Belt, road and chains?

The BRI is thus part of an expansionist grand strategy driven by internal political imperatives. As such, the BRI is simply the flip side of China’s burgeoning military capabilities evident in its aggressive policies in the South China Sea and far beyond. The United States may have a world-wide presence, but it has no such aspirations to exert the kind of control over other states that Beijing seeks through the BRI.
  
Could Europeans both rely on the US for its security and defence, and China for infrastructure investment? Within certain limits, and if China observed the kind of rules enshrined in the World Trade Organisation. The problem is there are few limits to BRI, which is precisely why it is so seductive and so dangerous given the level of indebtedness it can generate. Whilst China has occasionally offered debt forgiveness it is rare, and only when a bigger strategic prize is in the offing. Beijing also refuses to play by trade (and many other) rules which the US not only observes, but by and large created. Critically, Europeans must understand that the United States and China are, and will continue to be, strategic competitors. The current round of trade tensions and the tech Cold War are merely symptoms of a structural competition that will shape geopolitics in the twenty-first century. And, given the nature of Sino-US strategic competition it will sooner rather than later force those Europeans seduced by Chinese money to choose sides.

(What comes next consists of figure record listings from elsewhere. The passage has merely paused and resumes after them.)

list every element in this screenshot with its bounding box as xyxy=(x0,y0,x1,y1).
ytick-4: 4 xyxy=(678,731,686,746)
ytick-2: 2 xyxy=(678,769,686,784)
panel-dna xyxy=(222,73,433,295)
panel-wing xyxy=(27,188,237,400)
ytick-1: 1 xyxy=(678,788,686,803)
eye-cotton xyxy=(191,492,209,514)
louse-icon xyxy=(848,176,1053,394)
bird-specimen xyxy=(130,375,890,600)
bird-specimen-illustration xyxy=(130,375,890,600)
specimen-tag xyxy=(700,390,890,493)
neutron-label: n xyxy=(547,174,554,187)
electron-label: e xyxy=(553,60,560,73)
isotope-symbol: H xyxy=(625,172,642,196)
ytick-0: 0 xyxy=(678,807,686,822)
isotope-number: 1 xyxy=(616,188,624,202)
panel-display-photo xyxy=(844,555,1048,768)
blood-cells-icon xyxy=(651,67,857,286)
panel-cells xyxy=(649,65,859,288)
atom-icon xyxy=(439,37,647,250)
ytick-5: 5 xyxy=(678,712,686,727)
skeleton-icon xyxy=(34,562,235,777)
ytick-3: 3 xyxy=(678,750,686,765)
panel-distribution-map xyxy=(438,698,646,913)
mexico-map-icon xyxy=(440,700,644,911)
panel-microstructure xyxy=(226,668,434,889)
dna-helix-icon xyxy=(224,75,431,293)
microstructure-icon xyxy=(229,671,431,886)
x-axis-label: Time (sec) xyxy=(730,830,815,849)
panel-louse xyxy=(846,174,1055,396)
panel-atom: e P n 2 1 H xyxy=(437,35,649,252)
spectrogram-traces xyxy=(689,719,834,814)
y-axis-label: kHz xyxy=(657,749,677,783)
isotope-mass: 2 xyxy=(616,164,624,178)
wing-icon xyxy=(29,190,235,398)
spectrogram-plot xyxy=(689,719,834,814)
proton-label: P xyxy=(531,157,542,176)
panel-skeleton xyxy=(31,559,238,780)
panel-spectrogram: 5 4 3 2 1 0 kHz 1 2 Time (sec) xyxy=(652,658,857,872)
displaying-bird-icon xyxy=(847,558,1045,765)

It is vital Europeans understand the differences between democratic America and autocratic China. Yes, the United States can drive hard bargains on its European allies at times. Yes, US corporations often play hard ball. However, the Americans have been, and continue to be (European Deterrence Initiative???), extraordinarily generous to Europeans by affording them a defence which is far beyond that which Europeans seem willing themselves to afford. Moreover, because of the many separation of many powers under the US Constitution the relationship between the US Government and US commerce is often as tough as any between the US and third countries. There is no such separation of powers in China.  Indeed, Chinese companies are legally-required to act as agents of the Chinese state. It is precisely this ability to use corporate entities as strategic leverage which is making so many British lawmakers uneasy about Huawei’s possible role in the development of Britain’s 5G network.

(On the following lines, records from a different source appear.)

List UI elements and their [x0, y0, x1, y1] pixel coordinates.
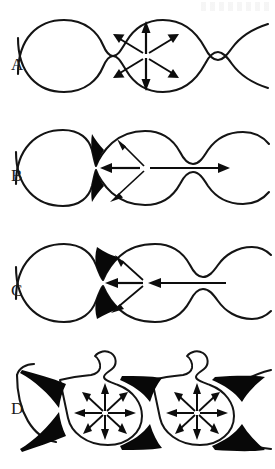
arrow-down-head-b1-d [101, 429, 109, 440]
membrane-lower-contour-c [16, 267, 271, 322]
neck-wedge-upper-c [95, 247, 119, 280]
neck-wedge-left-upper-d [20, 370, 66, 408]
neck-wedge-right-lower-d [212, 424, 265, 451]
panel-d-diagram [0, 342, 275, 469]
arrow-right-head-b1-d [125, 409, 136, 417]
arrow-left-head-b1-d [74, 409, 85, 417]
arrow-up-right-shaft-b1-d [107, 397, 122, 411]
arrow-up-left-shaft-c [122, 261, 143, 280]
membrane-upper-contour-c [16, 244, 271, 299]
panel-a: A [0, 0, 275, 112]
arrow-down-right-shaft-a [149, 59, 172, 73]
arrow-up-right-head-b2-d [211, 392, 220, 402]
force-arrows-c [105, 255, 226, 313]
arrow-down-right-shaft-b2-d [199, 415, 213, 428]
force-arrows-a [113, 21, 179, 91]
arrow-up-left-shaft-b2-d [180, 397, 195, 411]
panel-label-d: D [11, 400, 24, 417]
membrane-lower-contour-a [18, 38, 268, 92]
membrane-bead2-contour-d [152, 351, 234, 445]
arrow-down-left-head-b [110, 193, 123, 202]
arrow-down-left-shaft-c [118, 286, 143, 307]
arrow-up-right-head-b1-d [119, 392, 128, 402]
neck-wedge-right-upper-d [212, 376, 265, 402]
arrow-up-right-shaft-a [149, 39, 172, 53]
figure-root: A [0, 0, 275, 469]
arrow-left-head-b2-d [166, 409, 177, 417]
arrow-down-right-head-b1-d [118, 423, 127, 434]
membrane-upper-contour-b [16, 130, 269, 184]
panel-b: B [0, 112, 275, 224]
arrow-up-left-head-b [117, 139, 126, 151]
panel-c: C [0, 227, 275, 339]
arrow-down-left-head-b2-d [175, 423, 184, 434]
membrane-bead1-contour-d [60, 351, 142, 445]
arrow-up-head-b2-d [193, 383, 201, 394]
membrane-upper-contour-a [18, 20, 268, 74]
arrow-up-left-head-b1-d [82, 392, 91, 402]
arrow-left-long-head-c [148, 278, 161, 288]
neck-wedge-lower-c [95, 286, 119, 319]
force-arrows-b [100, 139, 230, 202]
panel-label-c: C [11, 282, 23, 299]
arrow-up-left-head-b2-d [174, 392, 183, 402]
panel-label-a: A [11, 56, 24, 73]
arrow-down-right-shaft-b1-d [107, 415, 121, 428]
arrow-down-head-b2-d [193, 429, 201, 440]
neck-wedge-lower-b [91, 170, 104, 202]
panel-label-b: B [11, 167, 23, 184]
neck-wedge-mid-lower-d [120, 424, 162, 450]
arrow-up-left-shaft-b1-d [88, 397, 103, 411]
arrow-left-head-b [100, 163, 112, 173]
arrow-left-short-head-c [105, 278, 118, 288]
force-arrows-bead2-d [166, 383, 228, 440]
arrow-up-left-shaft-b [123, 145, 144, 166]
arrow-right-head-b [218, 163, 230, 173]
arrow-right-head-b2-d [217, 409, 228, 417]
membrane-lower-contour-b [16, 152, 269, 206]
arrow-up-head-b1-d [101, 383, 109, 394]
arrow-down-left-shaft-b [117, 171, 144, 196]
arrow-down-left-head-b1-d [83, 423, 92, 434]
arrow-down-left-shaft-b1-d [89, 415, 103, 428]
arrow-down-left-shaft-b2-d [181, 415, 195, 428]
arrow-up-right-shaft-b2-d [199, 397, 214, 411]
panel-c-diagram [0, 227, 275, 339]
panel-b-diagram [0, 112, 275, 224]
force-arrows-bead1-d [74, 383, 136, 440]
panel-a-diagram [0, 0, 275, 112]
arrow-down-right-head-b2-d [210, 423, 219, 434]
panel-d: D [0, 342, 275, 469]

In other words, those Europeans tempted by the shiny baubles in the BRI seduction pack must be under no illusions that over time the belt will gradually tighten and the road will begin to lead downhill towards the chains of political and strategic subjugation. In such circumstances, those same European states could well lose the protection of the United States as the cohesion of NATO becomes progressively undermined. In the security vacuum that would inevitably ensue they would also find themselves at the mercy of another strategic predator – Russia. Lennart Meri, of all people, would understand that.

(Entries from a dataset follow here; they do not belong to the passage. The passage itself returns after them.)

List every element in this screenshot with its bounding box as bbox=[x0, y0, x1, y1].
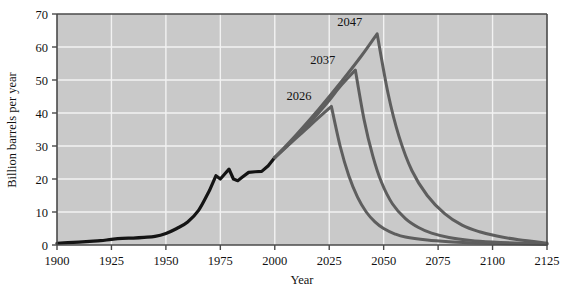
y-tick-label-70: 70 bbox=[36, 8, 49, 22]
x-tick-label-1975: 1975 bbox=[208, 254, 233, 268]
x-tick-label-1925: 1925 bbox=[99, 254, 124, 268]
x-tick-label-2025: 2025 bbox=[317, 254, 342, 268]
x-tick-label-1900: 1900 bbox=[45, 254, 70, 268]
x-axis-title: Year bbox=[290, 273, 314, 287]
y-tick-label-30: 30 bbox=[36, 140, 49, 154]
peak-label-2037: 2037 bbox=[310, 53, 335, 67]
peak-label-2026: 2026 bbox=[286, 89, 311, 103]
y-tick-label-40: 40 bbox=[36, 107, 49, 121]
y-tick-label-10: 10 bbox=[36, 206, 49, 220]
x-tick-label-2050: 2050 bbox=[371, 254, 396, 268]
x-tick-label-1950: 1950 bbox=[153, 254, 178, 268]
y-tick-label-50: 50 bbox=[36, 74, 49, 88]
y-tick-label-60: 60 bbox=[36, 41, 49, 55]
x-tick-label-2100: 2100 bbox=[480, 254, 505, 268]
peak-label-2047: 2047 bbox=[337, 15, 362, 29]
chart-container: 010203040506070 190019251950197520002025… bbox=[0, 0, 570, 291]
x-tick-label-2125: 2125 bbox=[535, 254, 560, 268]
y-tick-label-0: 0 bbox=[42, 239, 48, 253]
x-tick-label-2075: 2075 bbox=[426, 254, 451, 268]
x-tick-label-2000: 2000 bbox=[262, 254, 287, 268]
oil-production-line-chart: 010203040506070 190019251950197520002025… bbox=[0, 0, 570, 291]
y-axis-title: Billion barrels per year bbox=[5, 71, 19, 187]
y-tick-label-20: 20 bbox=[36, 173, 49, 187]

Julian Lindley-French           

Tuesday, 14 May 2019

The Iran Nuclear Deal Crisis: Briefing & Analysis


14 May 2019

Where are we at?

There is a lot going on this week with the US and China at each other’s throats over trade. Thankfully, and hopefully, the US and China are not close to war. The US trade embargo is not the same as the oil embargo placed by Washington on Tojo’s Japan prior to Pearl Harbor, not least because Xi’s China is far stronger in relative terms than Tojo’s Japan ever was – aircraft carriers, super-battleships and all.  The more pressing issue is the growing stand-off between the US and Iran in the Gulf. Last week the US despatched the super-carrier USS Abraham Lincoln and its strike group to the Gulf. It also despatched a missile defence battery and a bomber group to the region. The US also has some 5000 troops still in Iraq. 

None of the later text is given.